When he found out I had turned down the 400-foot-long Vegan because the upkeep would be too big, Gorb-Higgins rushed off to the Vegan's agent and concluded a deal whereby we acquired a fertilized Vegan ovum, weighing hardly more than an ounce. Transporting that was a lot cheaper than lugging a full-grown adult Vegan, besides which, he assured me that the infant beast could be adapted to a diet of vegetables without any difficulty.

He made life a lot easier for me during the six-week voyage to Earth in our specially constructed ship. With fifty-two alien life-forms aboard, all sorts of dietary problems arose, not to mention the headaches that popped up over pride of place and the like. The Kallerian simply refused to be quartered anywhere but on the left-hand side of the ship, for example—but that was the side we had reserved for low-gravity creatures, and there was no room for him there.

"We'll be traveling in hyperspace all the way to Earth," Gorb-Higgins assured the stubborn Kallerian. "Our cosmostatic polarity will be reversed, you see."
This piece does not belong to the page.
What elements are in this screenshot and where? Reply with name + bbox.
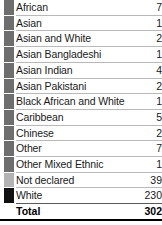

"Hah?" asked Heraal in confusion.

"The cosmostatic polarity. If you take a bunk on the left-hand side of the ship, you'll be traveling on the right-hand side all the way there!"

"Oh," said the big Kallerian. "I didn't know that. Thank you for explaining."

He gratefully took the stateroom we assigned him.

Higgins really had a way with the creatures, all right. He made us look like fumbling amateurs, and I had been operating in this business more than fifteen years.

Somehow Higgins managed to be on the spot whenever trouble broke out. A highly strung Norvennith started a feud with a pair of Vanoinans over an alleged moral impropriety; Norvennithi can be very stuffy sometimes. But Gorb convinced the outraged being that what the Vanoinans were doing in the washroom was perfectly proper. Well, it was, but I'd never have thought of using that particular analogy.

I could list half a dozen other incidents in which Gorb-Higgins' special knowledge of outworld beings saved us from annoying hassles on that trip back. It was the first time I had ever had another man with brains in the organization and I was getting worried.

When I first set up the Institute back in the early 2920s, it was with my own capital, scraped together while running a comparative biology show on Betelgeuse IX. I saw to it that I was the sole owner. And I took care to hire competent but unspectacular men as my staffers—men like Stebbins, Auchinleck and Ludlow.